At this juncture, even though microLED technology offers some clear advantages, OLED is more cost-effective and holds the early lead for practical applications of transparent displays.

But what is a transparent display good for?

Samsung and LG aren’t the only companies to have demonstrated transparent panels recently.

AUO’s 60-inch transparent display, made of tiled panels, won the People’s Choice Award for Best MicroLED-Based Technology at the Society for Information Display’s Display Week, held in May in San Jose, Calif. And the Chinese company BOE Technology Group demonstrated a 49-inch transparent OLED display at CES 2024.

These transparent displays all have one feature in common: They will be insanely expensive. Only LG’s transparent OLED display has been announced as a commercial product. It’s without a price or a ship date at this point, but it’s not hard to guess how costly it will be, given that nontransparent versions are expensive enough. For example, LG prices its top-end 77-inch OLED TV at US $4,500.

A diagram of the structure of a display pixel represented as a grey rectangle, which frames an open area labeled transmissive space, and three rectangular blocks labeled R, G, and B. Displays using both microLED technology [above] and OLED technology have some components in each pixel that block light coming from the background. These include the red, green, and blue emissive materials along with the transistors required to switch them on and off. Smaller components mean that you can have a larger transmissive space that will provide greater transparency. Illustration: Mark Montgomery; Source: Samsung

Thanks to seamless tiling, transparent microLED displays can be larger than their OLED counterparts. But their production costs are larger as well. Much larger. And that is reflected in prices. For example, Samsung’s nontransparent 114-inch microLED TV sells for $150,000. We can reasonably expect transparent models to cost even more.

Seeing these prices, you really have to ask: What are the practical applications of transparent displays?

Don’t expect these displays to show up in many living rooms as televisions. And high price is not the only reason. After all, who wants to see their bookshelves showing through in the background while they’re watching Dune? That’s why the transparent OLED TV LG demonstrated at CES 2024 included a “contrast layer”—basically, a black cloth—that unrolls and covers the back of the display on demand.

Transparent displays could have a place on the desktop—not so you can see through them, but so that a camera can sit behind the display, capturing your image while you’re looking directly at the screen. This would help you maintain eye contact during a Zoom call. One company—Veeo—demonstrated a prototype of such a product at CES 2024, and it plans to release a 30-inch model for about $3,000 and a 55-inch model for about $8,500 later this year. Veeo’s products use LG’s transparent OLED technology.

Transparent screens are already showing up as signage and other public-information displays. LG has installed transparent 55-inch OLED panels in the windows of Seoul’s new high-speed underground rail cars, which are part of a system known as the Great Train eXpress. Riders can browse maps and other information on these displays, which can be made clear when needed for passengers to see what’s outside.

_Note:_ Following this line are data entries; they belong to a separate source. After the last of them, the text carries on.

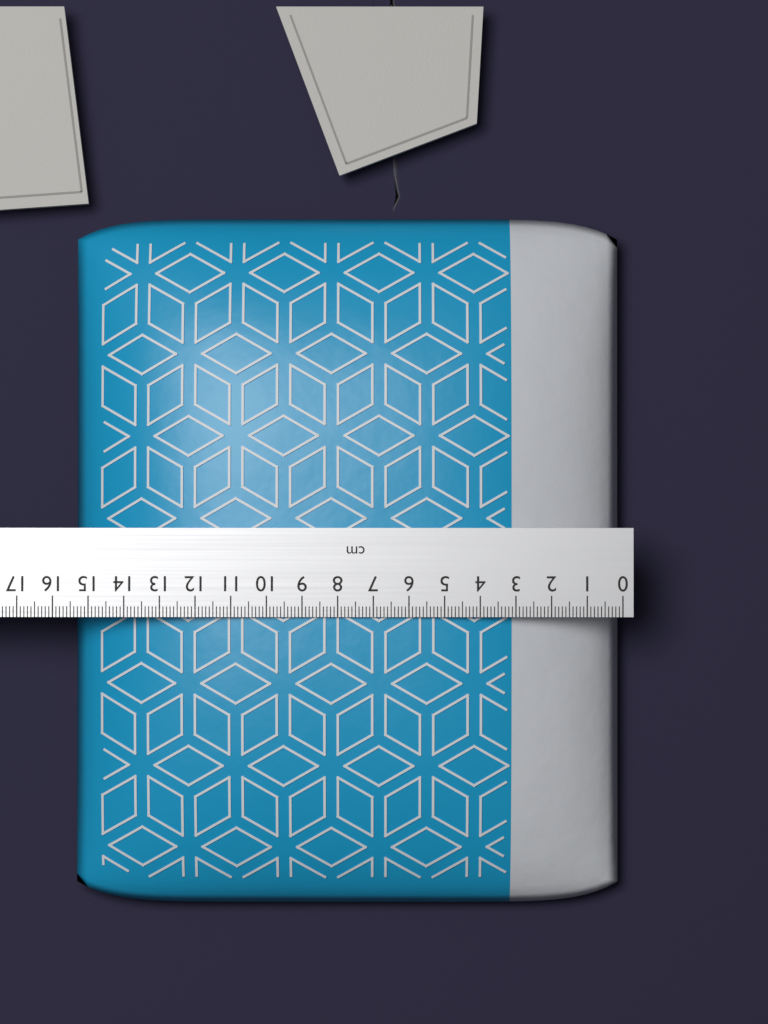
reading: 15.5 cm
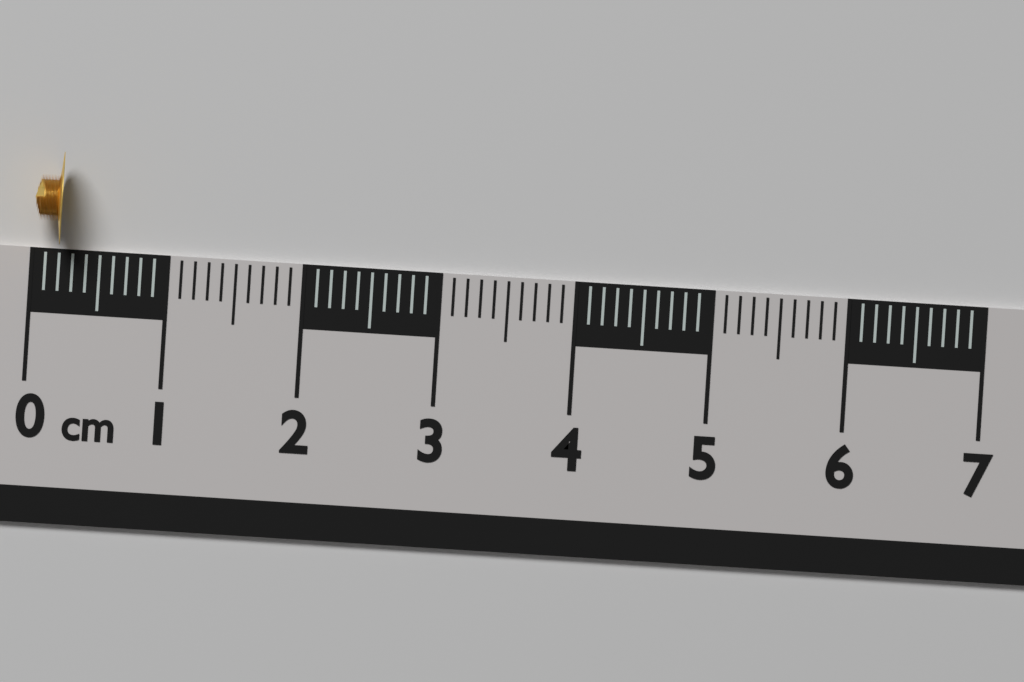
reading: 0.2 cm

LG transparent panels have also been featured in an E35e excavator prototype by Doosan Bobcat. This touchscreen display can act as the operator’s front or side window, showing important machine data or displaying real-time images from cameras mounted on the vehicle. Such transparent displays can serve a similar function as the head-up displays in some aircraft windshields.

And so, while the large transparent displays are striking, you’ll be more likely to see them initially as displays for machinery operators, public entertainment, retail signage, and even car windshields. The early adopters might cover the costs of developing mass-production processes, which in turn could drive prices down. But even if costs eventually reach reasonable levels, whether the average consumer really want a transparent TV in their home is something that remains to be seen—unlike the device itself, whose whole point is not to be.